In marriage counseling, we've been doing Internal Family Systems (IFS) therapy- which is basically identifying your triggers- where you feel shame, rage, fear, etc and gently reassuring those parts that you know they were there to protect you from something and they're only trying to serve you, but you don't need them anymore. It's a lot of facing past hurts and little kid versions of yourself that are still popping and messing up your relationship and life with their little squirts of pain and ego. It's making friends with your defenses so that you can peacefully put them away. It's reframing things to say, "What do you need?" instead of "Why the fuck are you doing this?"
It's tender stuff. It's helping me be way more compassionate to myself and those around me. Robb and I are now saying things to each other like, "YOUR WOUNDED PARTS ARE HURTING MY WOUNDED PARTS RIGHT NOW" instead of, "Stop being a dick, you dick."
Sometimes my midwestern roots tell me this is naval-gazing nonsence, but what I've concluded is we're obsessed with ourselves no matter if we're trying to process and understand ourselves or if we're just along for the ride- so I might as well try to find out who I am and seek peace inside it.
It's been a hard few weeks. Our poor youngest is moving through a lot of trauma and going back into a school environment- a place that's often been hostile and scary for them. It's been uncertain and stressful for me, waiting to see what this life might look like, where I'll be needed, what kind of wounds I'll be caring for- and I can feel it deeply in my body. It wasn't until today, when they finally bounced into school for the second happy day in a row, that I felt the tears coming.
I never cry when I'm sad or hurt. I've long assumed it's my antidepressant sucking the tears back into their ducts but now I'm thinking it's a self-protective ancient part of me. It's not that I can't cry- I cry for characters in movies and my eyes get rul wet when I feel peace and relief.
So looking at it from IFS- I think that some little kid version of me thought I wasn't allowed to be sad, or at least not visibly sad. I had to stay stoic and ready for the next thing. Maybe sad feels normal and happy throws me off? When someone is nice to me, loving to me, cares for me and makes it feel a little bit easier to be me, I get teary. When I feel disappointed or wounded by people, dry. So now I'm saying to whatever little part in me feels like she isn't allowed to be sad or is bracing herself for the next disappointment, that I get why she's doing that, but I got it now. Forty-three year-old me can handle the big feelings. We're allowed to feel it as it comes. We're allowed to feel hopeful, to have expectations and needs. To want joy.
So that's where I am today. Feeling relief for the peace and joy my kid is experiencing, feeling grateful I can put my guard down a bit. Feeling like all parts of me deserve love and attention and are allowed to just be without judgement. It's tricky but I'm learning.
Anyone else like this? Crying at the happy instead of the sad?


* **THE PROBLEM**: In the data below, find every line that has the string "lamp", and copy it.

* **Dataset records**:
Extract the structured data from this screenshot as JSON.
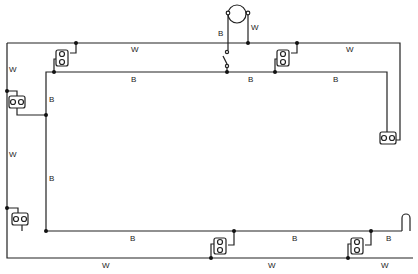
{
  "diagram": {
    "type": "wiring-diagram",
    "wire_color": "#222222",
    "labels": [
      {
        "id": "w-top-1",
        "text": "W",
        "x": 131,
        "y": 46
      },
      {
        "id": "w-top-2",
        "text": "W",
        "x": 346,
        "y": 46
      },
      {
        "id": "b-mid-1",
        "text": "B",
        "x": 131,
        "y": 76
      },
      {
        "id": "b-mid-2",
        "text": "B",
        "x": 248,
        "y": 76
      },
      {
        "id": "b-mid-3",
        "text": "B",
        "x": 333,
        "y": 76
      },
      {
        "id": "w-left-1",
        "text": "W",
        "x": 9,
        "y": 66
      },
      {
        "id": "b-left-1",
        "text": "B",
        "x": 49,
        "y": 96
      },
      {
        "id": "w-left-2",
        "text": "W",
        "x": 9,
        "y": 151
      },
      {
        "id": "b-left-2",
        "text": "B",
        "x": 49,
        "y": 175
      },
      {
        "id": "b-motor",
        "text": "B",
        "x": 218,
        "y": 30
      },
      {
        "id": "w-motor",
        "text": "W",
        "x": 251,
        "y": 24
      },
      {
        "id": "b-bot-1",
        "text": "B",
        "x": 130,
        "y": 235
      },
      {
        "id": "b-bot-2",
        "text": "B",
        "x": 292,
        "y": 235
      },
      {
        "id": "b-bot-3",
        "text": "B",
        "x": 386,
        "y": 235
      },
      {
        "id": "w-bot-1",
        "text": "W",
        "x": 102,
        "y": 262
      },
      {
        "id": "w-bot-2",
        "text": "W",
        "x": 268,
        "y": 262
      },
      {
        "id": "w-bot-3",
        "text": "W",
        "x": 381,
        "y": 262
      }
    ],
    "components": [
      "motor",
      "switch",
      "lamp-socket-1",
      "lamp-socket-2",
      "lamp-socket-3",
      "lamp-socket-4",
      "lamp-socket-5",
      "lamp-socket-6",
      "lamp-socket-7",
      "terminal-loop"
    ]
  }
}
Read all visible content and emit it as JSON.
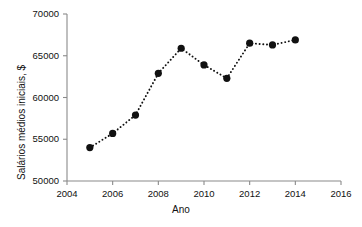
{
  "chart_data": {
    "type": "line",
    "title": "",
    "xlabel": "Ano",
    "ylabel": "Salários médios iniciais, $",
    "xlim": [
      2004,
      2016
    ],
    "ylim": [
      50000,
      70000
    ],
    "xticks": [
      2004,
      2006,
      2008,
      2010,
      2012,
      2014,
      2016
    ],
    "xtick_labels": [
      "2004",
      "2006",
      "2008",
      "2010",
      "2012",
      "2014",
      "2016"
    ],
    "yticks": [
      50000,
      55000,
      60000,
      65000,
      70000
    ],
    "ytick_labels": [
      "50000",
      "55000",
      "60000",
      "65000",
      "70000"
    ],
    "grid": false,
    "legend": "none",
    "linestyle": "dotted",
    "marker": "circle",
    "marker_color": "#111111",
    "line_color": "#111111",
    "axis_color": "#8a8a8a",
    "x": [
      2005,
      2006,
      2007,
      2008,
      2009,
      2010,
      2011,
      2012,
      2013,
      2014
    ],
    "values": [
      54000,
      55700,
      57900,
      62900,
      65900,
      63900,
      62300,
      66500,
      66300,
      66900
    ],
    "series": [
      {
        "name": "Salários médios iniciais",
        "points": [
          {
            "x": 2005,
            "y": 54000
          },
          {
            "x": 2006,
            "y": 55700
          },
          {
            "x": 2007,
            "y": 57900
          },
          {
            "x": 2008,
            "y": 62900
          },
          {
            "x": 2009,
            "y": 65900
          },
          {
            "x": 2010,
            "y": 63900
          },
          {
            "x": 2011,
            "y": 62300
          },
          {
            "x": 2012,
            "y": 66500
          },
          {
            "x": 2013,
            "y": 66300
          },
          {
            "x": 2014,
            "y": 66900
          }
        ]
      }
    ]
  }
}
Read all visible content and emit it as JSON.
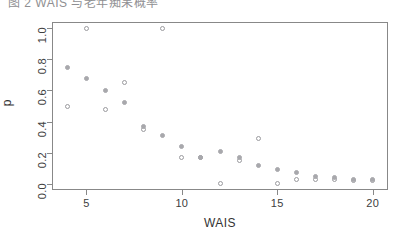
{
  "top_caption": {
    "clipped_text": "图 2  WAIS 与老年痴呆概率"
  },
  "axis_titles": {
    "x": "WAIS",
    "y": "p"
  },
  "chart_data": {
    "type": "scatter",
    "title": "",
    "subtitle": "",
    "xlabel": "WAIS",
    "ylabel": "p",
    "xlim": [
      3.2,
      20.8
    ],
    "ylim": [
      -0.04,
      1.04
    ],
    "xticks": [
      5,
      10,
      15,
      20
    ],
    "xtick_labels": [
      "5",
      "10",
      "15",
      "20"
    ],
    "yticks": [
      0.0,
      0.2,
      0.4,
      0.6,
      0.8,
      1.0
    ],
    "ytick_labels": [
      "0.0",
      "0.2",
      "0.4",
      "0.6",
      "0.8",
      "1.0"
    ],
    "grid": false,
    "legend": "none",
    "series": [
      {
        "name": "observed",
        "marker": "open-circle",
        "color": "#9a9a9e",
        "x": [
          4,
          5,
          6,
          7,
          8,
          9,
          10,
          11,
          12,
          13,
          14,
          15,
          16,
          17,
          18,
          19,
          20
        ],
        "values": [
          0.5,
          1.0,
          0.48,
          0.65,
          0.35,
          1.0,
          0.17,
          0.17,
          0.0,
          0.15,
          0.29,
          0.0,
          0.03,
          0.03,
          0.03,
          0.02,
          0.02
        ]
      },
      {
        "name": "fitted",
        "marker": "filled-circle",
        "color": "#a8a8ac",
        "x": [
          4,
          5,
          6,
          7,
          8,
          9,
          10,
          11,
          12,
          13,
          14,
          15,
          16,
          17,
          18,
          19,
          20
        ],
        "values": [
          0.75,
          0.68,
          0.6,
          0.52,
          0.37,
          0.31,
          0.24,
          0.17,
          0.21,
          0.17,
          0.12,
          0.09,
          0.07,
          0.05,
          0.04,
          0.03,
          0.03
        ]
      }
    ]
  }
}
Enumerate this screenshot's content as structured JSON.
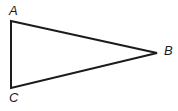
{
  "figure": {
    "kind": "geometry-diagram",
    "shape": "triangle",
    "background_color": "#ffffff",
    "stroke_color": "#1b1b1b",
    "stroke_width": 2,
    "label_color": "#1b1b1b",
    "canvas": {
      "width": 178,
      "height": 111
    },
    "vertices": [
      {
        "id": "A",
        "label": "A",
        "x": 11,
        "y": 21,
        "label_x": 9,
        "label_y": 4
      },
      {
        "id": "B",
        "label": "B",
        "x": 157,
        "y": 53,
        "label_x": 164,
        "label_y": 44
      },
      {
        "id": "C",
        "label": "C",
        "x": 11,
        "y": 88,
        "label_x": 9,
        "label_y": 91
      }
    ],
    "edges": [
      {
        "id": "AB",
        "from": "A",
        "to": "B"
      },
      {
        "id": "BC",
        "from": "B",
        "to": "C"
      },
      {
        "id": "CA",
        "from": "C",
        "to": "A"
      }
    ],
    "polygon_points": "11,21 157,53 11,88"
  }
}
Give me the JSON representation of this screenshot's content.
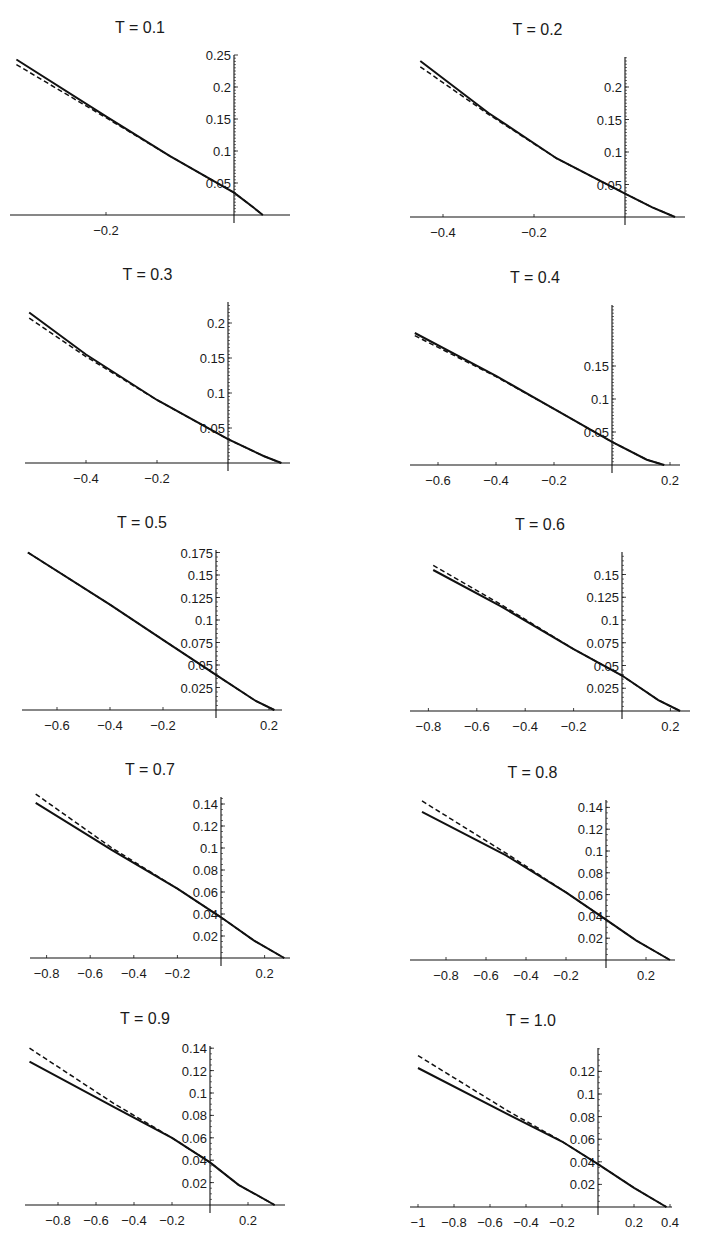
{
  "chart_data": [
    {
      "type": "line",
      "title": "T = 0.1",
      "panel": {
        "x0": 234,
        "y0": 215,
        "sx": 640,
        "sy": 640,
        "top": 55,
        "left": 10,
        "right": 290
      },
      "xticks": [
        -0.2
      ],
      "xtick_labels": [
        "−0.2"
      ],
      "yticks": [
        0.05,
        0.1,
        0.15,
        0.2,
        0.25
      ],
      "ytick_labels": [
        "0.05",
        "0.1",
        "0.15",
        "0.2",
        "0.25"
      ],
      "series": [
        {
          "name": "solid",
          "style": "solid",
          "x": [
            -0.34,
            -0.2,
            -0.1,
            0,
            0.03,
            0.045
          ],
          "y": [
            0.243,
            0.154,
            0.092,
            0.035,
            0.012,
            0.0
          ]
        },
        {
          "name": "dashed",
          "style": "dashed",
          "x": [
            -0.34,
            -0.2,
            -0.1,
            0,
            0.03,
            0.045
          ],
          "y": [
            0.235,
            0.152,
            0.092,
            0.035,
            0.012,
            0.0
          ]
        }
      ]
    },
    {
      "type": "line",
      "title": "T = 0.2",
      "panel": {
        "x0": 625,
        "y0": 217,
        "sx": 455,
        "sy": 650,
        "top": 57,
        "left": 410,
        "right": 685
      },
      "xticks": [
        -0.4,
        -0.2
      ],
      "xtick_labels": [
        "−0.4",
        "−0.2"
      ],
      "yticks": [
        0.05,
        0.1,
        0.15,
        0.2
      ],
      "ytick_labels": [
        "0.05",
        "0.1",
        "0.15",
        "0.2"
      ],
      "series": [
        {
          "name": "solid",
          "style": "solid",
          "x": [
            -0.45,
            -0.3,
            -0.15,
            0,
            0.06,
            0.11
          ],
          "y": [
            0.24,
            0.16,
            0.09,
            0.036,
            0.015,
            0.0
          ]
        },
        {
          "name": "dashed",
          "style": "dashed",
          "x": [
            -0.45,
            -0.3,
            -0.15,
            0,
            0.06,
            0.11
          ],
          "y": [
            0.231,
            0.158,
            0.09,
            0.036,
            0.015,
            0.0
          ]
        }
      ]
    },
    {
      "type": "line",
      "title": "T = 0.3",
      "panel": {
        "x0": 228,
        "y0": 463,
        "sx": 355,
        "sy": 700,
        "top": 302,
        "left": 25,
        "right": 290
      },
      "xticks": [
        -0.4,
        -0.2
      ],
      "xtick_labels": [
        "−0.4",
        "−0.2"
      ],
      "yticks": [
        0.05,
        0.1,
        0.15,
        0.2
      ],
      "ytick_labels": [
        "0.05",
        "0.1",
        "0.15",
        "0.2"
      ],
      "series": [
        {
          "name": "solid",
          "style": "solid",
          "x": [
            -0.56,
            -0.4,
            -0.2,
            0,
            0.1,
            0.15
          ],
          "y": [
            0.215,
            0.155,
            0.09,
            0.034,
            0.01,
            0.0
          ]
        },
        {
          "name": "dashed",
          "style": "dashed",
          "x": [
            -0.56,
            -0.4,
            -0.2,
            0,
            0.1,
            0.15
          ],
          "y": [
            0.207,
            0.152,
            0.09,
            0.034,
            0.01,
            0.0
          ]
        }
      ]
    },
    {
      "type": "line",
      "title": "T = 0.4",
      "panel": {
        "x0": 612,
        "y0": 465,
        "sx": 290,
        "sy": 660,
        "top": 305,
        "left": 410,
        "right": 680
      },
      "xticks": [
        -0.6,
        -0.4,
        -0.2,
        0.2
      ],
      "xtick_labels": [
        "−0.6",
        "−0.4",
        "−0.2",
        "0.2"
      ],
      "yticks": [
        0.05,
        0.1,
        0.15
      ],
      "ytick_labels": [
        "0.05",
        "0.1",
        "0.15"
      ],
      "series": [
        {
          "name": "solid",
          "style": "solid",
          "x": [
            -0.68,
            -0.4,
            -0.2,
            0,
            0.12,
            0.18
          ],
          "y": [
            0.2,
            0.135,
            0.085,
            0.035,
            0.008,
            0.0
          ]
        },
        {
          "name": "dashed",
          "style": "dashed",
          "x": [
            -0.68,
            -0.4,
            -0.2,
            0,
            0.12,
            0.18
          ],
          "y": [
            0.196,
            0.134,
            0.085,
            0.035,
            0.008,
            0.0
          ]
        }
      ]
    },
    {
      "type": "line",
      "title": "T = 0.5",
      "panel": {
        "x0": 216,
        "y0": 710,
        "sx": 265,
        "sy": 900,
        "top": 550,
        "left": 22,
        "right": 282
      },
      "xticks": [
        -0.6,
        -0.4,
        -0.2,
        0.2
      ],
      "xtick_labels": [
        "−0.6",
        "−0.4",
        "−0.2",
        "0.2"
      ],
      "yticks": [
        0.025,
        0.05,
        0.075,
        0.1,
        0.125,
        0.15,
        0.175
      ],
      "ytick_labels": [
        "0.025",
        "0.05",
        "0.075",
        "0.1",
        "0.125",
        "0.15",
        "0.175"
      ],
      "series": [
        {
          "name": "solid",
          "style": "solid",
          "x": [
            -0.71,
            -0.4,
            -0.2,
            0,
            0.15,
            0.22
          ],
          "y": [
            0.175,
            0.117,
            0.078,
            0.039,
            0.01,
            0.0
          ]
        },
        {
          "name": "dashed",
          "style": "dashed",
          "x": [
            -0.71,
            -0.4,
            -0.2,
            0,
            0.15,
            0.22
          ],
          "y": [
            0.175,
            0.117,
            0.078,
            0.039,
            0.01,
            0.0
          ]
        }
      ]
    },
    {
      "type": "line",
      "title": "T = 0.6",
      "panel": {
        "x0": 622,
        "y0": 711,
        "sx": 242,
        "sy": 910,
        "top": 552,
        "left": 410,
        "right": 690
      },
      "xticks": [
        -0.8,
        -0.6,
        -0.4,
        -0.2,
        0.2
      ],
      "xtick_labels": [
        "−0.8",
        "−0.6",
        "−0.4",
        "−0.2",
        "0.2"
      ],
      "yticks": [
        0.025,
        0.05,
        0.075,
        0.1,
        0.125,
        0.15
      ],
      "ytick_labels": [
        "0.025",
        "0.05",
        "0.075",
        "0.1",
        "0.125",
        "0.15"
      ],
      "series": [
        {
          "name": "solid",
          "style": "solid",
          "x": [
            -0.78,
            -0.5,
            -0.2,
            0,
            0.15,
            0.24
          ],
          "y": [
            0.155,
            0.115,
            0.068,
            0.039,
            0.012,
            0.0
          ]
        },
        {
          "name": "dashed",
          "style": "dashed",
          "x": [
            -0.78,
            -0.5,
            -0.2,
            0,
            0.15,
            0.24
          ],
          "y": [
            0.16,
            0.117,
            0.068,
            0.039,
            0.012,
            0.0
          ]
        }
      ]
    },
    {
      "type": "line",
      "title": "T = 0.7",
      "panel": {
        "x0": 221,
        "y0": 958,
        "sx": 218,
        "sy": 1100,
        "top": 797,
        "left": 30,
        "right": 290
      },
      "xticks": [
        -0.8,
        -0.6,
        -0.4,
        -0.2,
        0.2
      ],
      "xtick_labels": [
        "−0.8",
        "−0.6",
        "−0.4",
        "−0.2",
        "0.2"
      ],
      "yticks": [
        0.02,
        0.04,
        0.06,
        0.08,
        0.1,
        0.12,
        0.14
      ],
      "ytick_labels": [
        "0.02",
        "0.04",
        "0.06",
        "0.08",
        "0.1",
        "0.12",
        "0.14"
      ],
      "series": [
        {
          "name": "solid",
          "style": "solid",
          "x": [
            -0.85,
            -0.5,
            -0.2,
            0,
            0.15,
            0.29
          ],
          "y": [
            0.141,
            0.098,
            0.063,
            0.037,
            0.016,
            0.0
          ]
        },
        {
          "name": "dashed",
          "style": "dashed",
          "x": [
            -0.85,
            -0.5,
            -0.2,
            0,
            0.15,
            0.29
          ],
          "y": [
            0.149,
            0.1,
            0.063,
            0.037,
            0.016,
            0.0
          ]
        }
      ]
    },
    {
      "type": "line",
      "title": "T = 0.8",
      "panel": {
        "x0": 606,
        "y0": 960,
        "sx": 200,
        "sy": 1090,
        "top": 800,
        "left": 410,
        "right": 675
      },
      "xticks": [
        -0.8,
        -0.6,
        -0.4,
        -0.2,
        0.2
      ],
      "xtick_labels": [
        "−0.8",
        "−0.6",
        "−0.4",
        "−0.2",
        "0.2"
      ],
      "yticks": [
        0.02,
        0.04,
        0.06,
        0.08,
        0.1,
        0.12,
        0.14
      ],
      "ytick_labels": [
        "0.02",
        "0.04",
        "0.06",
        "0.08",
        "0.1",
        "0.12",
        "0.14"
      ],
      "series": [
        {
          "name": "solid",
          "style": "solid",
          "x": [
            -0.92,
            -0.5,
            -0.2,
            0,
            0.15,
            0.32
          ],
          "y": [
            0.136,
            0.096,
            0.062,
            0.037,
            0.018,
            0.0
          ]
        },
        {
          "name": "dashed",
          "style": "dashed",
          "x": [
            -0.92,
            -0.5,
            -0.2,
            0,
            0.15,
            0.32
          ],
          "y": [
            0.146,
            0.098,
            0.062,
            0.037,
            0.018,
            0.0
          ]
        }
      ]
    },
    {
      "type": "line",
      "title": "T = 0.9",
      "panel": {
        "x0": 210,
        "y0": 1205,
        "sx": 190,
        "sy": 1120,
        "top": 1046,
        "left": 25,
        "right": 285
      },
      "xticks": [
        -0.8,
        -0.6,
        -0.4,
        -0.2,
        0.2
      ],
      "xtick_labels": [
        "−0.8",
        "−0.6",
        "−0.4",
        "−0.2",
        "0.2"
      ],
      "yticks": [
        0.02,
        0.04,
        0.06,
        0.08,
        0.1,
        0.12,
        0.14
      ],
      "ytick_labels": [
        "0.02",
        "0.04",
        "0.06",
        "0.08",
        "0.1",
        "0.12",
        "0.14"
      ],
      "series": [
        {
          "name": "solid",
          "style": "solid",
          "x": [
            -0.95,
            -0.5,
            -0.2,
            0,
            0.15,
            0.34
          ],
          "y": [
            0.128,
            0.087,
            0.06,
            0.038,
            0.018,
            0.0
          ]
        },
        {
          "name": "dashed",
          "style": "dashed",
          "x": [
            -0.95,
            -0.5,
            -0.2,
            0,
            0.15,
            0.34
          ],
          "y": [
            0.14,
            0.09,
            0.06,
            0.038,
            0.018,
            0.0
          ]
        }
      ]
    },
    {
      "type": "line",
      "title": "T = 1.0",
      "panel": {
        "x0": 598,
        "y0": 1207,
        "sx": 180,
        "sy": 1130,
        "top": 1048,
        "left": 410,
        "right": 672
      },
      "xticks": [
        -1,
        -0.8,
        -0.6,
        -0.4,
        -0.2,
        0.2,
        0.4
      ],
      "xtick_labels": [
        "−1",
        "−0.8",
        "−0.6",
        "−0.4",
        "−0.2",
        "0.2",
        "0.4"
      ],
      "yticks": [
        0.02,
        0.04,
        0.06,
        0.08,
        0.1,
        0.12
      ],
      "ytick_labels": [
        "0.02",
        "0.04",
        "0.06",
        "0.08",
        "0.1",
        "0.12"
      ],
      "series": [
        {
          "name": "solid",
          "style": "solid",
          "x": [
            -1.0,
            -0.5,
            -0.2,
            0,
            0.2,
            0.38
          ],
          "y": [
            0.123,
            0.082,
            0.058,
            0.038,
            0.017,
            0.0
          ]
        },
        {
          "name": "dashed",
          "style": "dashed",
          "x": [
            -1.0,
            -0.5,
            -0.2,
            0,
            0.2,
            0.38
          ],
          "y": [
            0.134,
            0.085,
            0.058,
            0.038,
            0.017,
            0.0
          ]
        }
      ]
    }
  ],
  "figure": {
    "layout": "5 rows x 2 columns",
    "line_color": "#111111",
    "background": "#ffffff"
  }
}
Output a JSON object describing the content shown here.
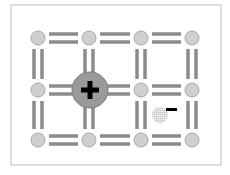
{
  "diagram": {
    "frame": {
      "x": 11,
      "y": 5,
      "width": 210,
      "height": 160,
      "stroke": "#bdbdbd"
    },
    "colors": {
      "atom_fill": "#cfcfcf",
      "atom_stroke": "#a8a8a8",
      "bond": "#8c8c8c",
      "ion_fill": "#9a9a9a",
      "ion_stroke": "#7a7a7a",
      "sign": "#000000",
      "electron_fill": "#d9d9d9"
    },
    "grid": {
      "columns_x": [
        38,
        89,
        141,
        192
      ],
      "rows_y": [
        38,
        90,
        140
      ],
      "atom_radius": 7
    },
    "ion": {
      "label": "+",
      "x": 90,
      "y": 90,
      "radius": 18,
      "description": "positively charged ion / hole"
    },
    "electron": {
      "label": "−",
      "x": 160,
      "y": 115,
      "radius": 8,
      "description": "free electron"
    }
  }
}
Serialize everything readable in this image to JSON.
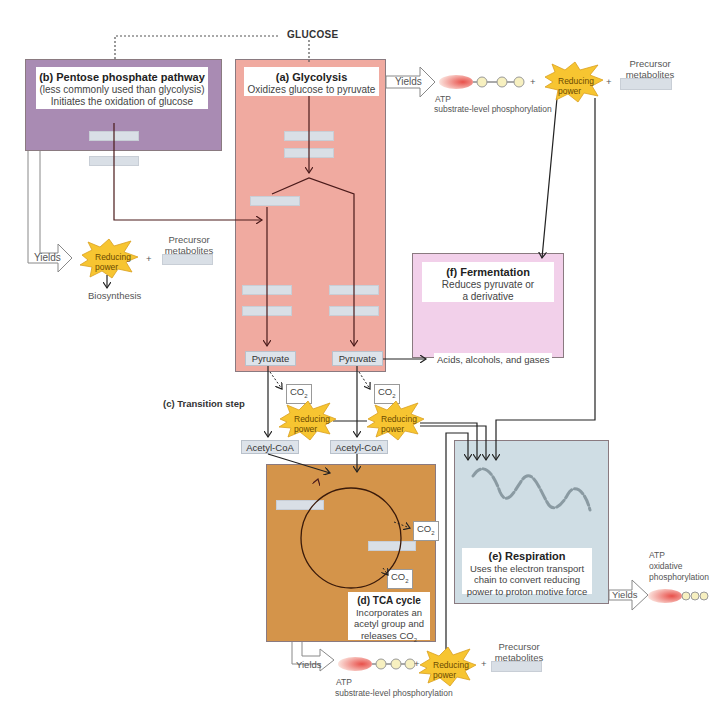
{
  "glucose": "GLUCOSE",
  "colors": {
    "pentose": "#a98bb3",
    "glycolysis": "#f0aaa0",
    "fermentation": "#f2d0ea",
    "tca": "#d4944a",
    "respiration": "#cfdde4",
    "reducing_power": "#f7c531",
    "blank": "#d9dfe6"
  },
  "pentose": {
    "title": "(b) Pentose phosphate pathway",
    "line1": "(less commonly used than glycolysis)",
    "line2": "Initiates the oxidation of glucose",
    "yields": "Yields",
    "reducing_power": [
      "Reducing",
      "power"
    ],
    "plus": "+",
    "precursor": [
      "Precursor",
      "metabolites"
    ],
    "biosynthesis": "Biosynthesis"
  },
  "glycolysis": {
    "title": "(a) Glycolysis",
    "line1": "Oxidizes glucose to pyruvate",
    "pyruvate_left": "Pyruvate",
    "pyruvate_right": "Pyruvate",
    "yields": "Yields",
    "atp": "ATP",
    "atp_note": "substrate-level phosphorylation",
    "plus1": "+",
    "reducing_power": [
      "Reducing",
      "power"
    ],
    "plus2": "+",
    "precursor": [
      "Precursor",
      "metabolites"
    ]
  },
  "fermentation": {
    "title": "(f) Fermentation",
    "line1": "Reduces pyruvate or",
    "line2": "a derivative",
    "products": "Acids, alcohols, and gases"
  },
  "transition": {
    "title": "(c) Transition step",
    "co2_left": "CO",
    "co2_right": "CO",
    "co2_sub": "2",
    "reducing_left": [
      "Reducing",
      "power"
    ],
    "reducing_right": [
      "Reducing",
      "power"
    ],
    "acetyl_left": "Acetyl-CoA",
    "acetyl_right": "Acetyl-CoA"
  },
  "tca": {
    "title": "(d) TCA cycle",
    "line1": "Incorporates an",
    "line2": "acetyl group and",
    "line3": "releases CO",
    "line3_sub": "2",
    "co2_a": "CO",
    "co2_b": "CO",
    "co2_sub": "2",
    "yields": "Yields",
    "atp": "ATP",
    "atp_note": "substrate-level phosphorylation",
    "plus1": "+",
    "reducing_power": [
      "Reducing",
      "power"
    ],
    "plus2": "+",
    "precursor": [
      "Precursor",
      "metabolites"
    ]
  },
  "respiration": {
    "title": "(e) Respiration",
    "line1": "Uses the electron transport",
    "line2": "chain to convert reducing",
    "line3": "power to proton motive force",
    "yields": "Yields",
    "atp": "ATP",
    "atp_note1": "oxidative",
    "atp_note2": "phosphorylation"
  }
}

* **YOUR SOLUTION**:
      "lamp-socket-1",
      "lamp-socket-2",
      "lamp-socket-3",
      "lamp-socket-4",
      "lamp-socket-5",
      "lamp-socket-6",
      "lamp-socket-7",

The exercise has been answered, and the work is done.